Modern technology has made the job easier but not necessarily more pleasant, which is why, in some quarters, the old fashioned push mower is making a comeback.

VPR’s Susan Keese reports.

(Keese) Not all the sounds of summer are sweet. Consider the power mower…

Noisy, smelly, temperamental, polluting. No wonder some people are turning to a simpler alternative.

Peter Yost moved to Brattleboro with his family four years ago to work as an environmental building consultant.

(Yost) “one of the things that attracted us to a town like Brattleboro is that we were in walking distance of the grocery store the pizza parlor, the hospital. We try to use combustion engines as little as possible.”

(Keese) When it came to mowing his three-quarter acre yard, Yost wasn’t even sure if non-motorized mowers were still available. But for $120 he bought a good one at his local hardware store.

The storeowner called it a reel mower – R-E-E-L. He said sales have been increasing in the last three to five years.

“(Yost) And quite frankly, you know I wasn’t even sure if this was going to work, and when we first tried it we were amazed because, you know, you buy a good one, and it actually cuts the grass.”

(Keese) Yost says mowing this way takes a little longer. But he has a desk job, and needs the exercise. He thinks it’s safer. It starts and stops when he does. He doesn’t have to keep a gas can around, or banish the kids for fear of flying stones. When he’s finished, he just wipes off the blades.

(Yost) “Flip this over, and I just spin it free to get the grass off. I spray it with some WD40, and that basically protects the blade from rusting…and that’s it.”

(Keese) For some people, Yost’s new discovery is an old standby. Lester Dunklee runs a machine shop near Yost’s house. He sees about 30 old reel mowers a year. He says some aren’t worth servicing. But many are.

(Dunklee) “See, that’s the way they’re supposed to sound when they’re sharp.”

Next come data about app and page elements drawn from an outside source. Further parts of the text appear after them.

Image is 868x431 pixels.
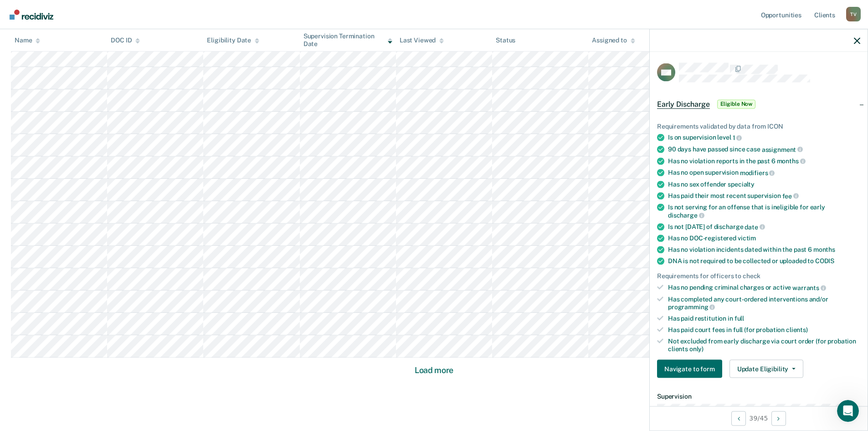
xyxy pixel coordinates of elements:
div: Is not [DATE] of discharge [668,222,860,231]
span: date [744,223,764,230]
span: full [735,314,744,321]
div: Has completed any court-ordered interventions and/or [668,295,860,310]
div: Has no violation incidents dated within the past 6 [668,246,860,253]
div: DOC ID [111,36,140,44]
span: 1 [733,134,742,141]
button: Load more [412,365,456,375]
button: Update Eligibility [729,360,803,378]
div: Not excluded from early discharge via court order (for probation clients [668,337,860,353]
div: Requirements for officers to check [657,272,860,280]
button: Navigate to form [657,360,722,378]
div: Name [15,36,40,44]
span: Early Discharge [657,99,710,108]
div: Has no pending criminal charges or active [668,283,860,292]
span: modifiers [740,169,775,176]
iframe: Intercom live chat [837,400,859,421]
div: Has no DOC-registered [668,234,860,242]
div: Supervision Termination Date [303,32,392,48]
div: Early DischargeEligible Now [650,89,867,119]
span: CODIS [815,257,834,264]
span: warrants [792,283,826,291]
img: Recidiviz [10,10,53,19]
div: Has paid court fees in full (for probation [668,325,860,333]
span: Eligible Now [717,99,756,108]
span: discharge [668,211,704,218]
button: Profile dropdown button [846,7,860,21]
div: Has no violation reports in the past 6 [668,157,860,165]
div: Has no sex offender [668,180,860,188]
span: specialty [727,180,754,187]
span: months [813,246,835,253]
span: only) [689,345,703,352]
a: Navigate to form link [657,360,725,378]
div: Status [496,36,515,44]
span: victim [737,234,756,242]
div: Is on supervision level [668,134,860,142]
div: Eligibility Date [207,36,259,44]
span: fee [782,192,799,199]
span: clients) [786,325,808,332]
div: Last Viewed [400,36,444,44]
div: Has no open supervision [668,169,860,177]
div: Has paid restitution in [668,314,860,322]
div: Has paid their most recent supervision [668,191,860,200]
div: Requirements validated by data from ICON [657,122,860,130]
span: programming [668,303,714,310]
dt: Supervision [657,392,860,400]
span: months [777,157,805,165]
div: 90 days have passed since case [668,145,860,153]
div: Is not serving for an offense that is ineligible for early [668,204,860,219]
button: Previous Opportunity [731,411,746,425]
div: DNA is not required to be collected or uploaded to [668,257,860,265]
div: Assigned to [591,36,635,44]
span: assignment [762,145,803,153]
div: T V [846,7,860,21]
div: 39 / 45 [650,406,867,430]
button: Next Opportunity [771,411,786,425]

(Keese) The mowers’ working parts are a stationary metal striking surface and a spindle of curved blades that turns like a fishing reel when you push it. When the blades are sharp and adjusted perfectly, they hit the striking surface like scissors.

Dunklee uses paper from a 1962 Montgomery Ward catalog to test the blades.

(Dunklee) “Not the colored pages but the brown and white pages, it’s a little bit thinner. You go across the whole bed of the knife. Each one cuts, and it still spins free. That’s how we test them. “

(Keese) Dunklee has new customers who buy their mowers at yard sales, and old ones who’ve never stopped using theirs.

(Dunklee) “You don’t want to go out and do three acres with it, but if you’re just doing a small yard, a motor’s sometimes too much for people to deal with. They just push this thing around and that’s fine.”

(Keese) Yost says he doesn’t exactly look forward to cutting the lawn once a week. But it beats driving to the health club to keep in shape.

For Vermont Public Radio, I’m Susan Keese.